Tabasco Hoy
January 20, 2007, in Villahermosa, Mexico

Rincón, 54, was last seen leaving the newsroom around 8 p.m. He had just finished an investigative article on a criminal gang targeting cash-machine customers in Villahermosa, capital of the southern Gulf coast state of Tabasco.

Rincón was considered a dogged and seasoned crime reporter. The day before he vanished, the newspaper ran a two-page spread in which he described illicit "drugstores," or narcotiendas, run by traffickers. The story, which named several suspects, was accompanied by a map pinpointing the distribution centers and a photograph showing a family allegedly selling drugs.

In his cash-machine story, Rincón specified where the criminals' safe houses were. "It was his typical exclusive," Roberto Cuitláhuac, the paper's crime editor, told CPJ.

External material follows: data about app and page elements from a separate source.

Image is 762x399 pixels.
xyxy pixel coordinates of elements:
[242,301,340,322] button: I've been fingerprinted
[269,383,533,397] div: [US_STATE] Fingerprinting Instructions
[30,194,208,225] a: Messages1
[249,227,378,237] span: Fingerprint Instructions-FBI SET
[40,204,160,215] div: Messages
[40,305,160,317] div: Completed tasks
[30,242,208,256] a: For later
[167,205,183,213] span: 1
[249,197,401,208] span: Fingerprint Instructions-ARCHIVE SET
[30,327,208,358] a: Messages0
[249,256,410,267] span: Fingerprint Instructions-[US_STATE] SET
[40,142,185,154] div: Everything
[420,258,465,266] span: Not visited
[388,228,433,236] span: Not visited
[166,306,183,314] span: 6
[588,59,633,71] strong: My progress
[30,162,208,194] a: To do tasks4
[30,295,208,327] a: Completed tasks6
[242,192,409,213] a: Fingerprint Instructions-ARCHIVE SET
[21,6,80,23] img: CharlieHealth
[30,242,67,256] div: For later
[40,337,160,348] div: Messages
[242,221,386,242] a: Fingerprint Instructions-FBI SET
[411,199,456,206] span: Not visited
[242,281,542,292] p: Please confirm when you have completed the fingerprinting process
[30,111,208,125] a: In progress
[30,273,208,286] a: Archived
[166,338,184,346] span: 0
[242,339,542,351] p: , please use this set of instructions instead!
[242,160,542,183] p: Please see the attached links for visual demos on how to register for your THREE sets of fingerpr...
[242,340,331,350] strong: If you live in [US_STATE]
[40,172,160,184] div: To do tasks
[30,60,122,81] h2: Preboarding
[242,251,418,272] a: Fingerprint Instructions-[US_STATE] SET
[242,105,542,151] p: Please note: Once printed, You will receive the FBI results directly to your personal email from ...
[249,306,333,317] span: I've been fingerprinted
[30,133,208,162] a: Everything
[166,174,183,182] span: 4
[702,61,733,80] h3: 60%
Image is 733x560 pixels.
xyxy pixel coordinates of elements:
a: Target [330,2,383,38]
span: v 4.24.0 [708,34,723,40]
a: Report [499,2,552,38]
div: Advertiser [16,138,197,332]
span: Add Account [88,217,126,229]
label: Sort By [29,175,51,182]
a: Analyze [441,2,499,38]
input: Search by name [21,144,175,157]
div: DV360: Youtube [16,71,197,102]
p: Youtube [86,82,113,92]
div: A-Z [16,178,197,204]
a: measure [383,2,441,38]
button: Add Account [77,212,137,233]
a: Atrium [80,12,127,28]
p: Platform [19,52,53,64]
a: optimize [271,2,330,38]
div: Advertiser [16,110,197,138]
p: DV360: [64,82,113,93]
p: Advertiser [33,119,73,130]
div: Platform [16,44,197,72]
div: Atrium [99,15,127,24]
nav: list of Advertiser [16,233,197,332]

Rincón was used to getting threats, according to his longtime partner, Olivia Alaniz Cornelio, but a threat he received a month before his disappearance seemed to unnerve him. At the time, rival crime groups eager to control the state's strategic drug smuggling routes had begun resorting to beheadings and other forms of horrific violence.

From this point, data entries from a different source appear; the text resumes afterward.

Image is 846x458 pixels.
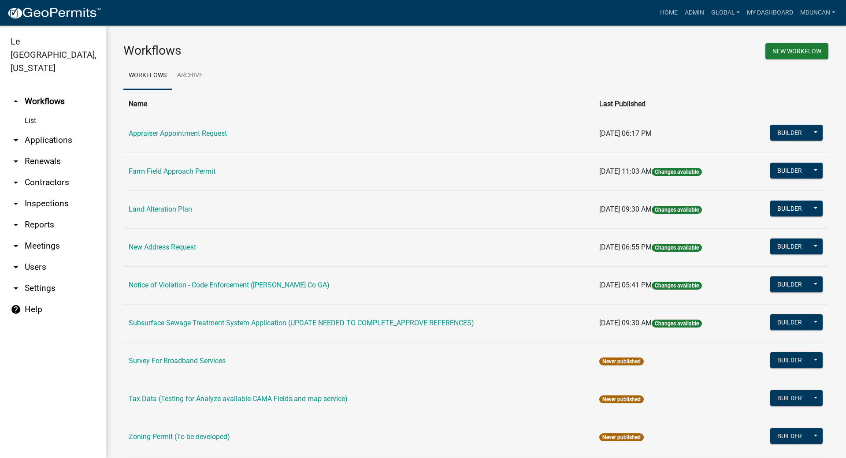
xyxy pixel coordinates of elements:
[599,205,651,213] span: [DATE] 09:30 AM
[681,4,707,21] a: Admin
[707,4,743,21] a: Global
[11,156,21,166] i: arrow_drop_down
[11,135,21,145] i: arrow_drop_down
[770,390,809,406] button: Builder
[599,243,651,251] span: [DATE] 06:55 PM
[743,4,796,21] a: My Dashboard
[770,200,809,216] button: Builder
[129,318,474,327] a: Subsurface Sewage Treatment System Application (UPDATE NEEDED TO COMPLETE_APPROVE REFERENCES)
[651,281,702,289] span: Changes available
[594,93,743,114] th: Last Published
[765,43,828,59] button: New Workflow
[770,276,809,292] button: Builder
[123,93,594,114] th: Name
[770,238,809,254] button: Builder
[770,163,809,178] button: Builder
[599,433,643,441] span: Never published
[11,304,21,314] i: help
[651,168,702,176] span: Changes available
[123,43,469,58] h3: Workflows
[796,4,838,21] a: mduncan
[11,177,21,188] i: arrow_drop_down
[129,129,227,137] a: Appraiser Appointment Request
[651,206,702,214] span: Changes available
[770,352,809,368] button: Builder
[651,319,702,327] span: Changes available
[129,167,215,175] a: Farm Field Approach Permit
[11,96,21,107] i: arrow_drop_up
[11,219,21,230] i: arrow_drop_down
[123,62,172,90] a: Workflows
[599,395,643,403] span: Never published
[599,129,651,137] span: [DATE] 06:17 PM
[770,428,809,443] button: Builder
[129,356,225,365] a: Survey For Broadband Services
[770,125,809,140] button: Builder
[129,281,329,289] a: Notice of Violation - Code Enforcement ([PERSON_NAME] Co GA)
[656,4,681,21] a: Home
[11,262,21,272] i: arrow_drop_down
[599,281,651,289] span: [DATE] 05:41 PM
[11,198,21,209] i: arrow_drop_down
[599,318,651,327] span: [DATE] 09:30 AM
[129,243,196,251] a: New Address Request
[129,432,230,440] a: Zoning Permit (To be developed)
[129,205,192,213] a: Land Alteration Plan
[599,357,643,365] span: Never published
[172,62,208,90] a: Archive
[129,394,347,403] a: Tax Data (Testing for Analyze available CAMA Fields and map service)
[11,240,21,251] i: arrow_drop_down
[770,314,809,330] button: Builder
[599,167,651,175] span: [DATE] 11:03 AM
[11,283,21,293] i: arrow_drop_down
[651,244,702,251] span: Changes available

On March 1, 2010, Silvia Cuéllar, the spokesperson for the Tabasco state attorney general's office, told a press conference that Rincón had been kidnapped and killed by the Zetas criminal group. Five low-level members allegedly confessed to the crime, with the killer identified as a man who had died in a June 2007 gunfight with Tabasco police. The authorities said the burned remains of a body found in 2007 belonged to Rincón, although DNA tests were inconclusive.

The suspects were charged with homicide and participation in organized criminal activity. They were being detained as of June 2010 pending trial.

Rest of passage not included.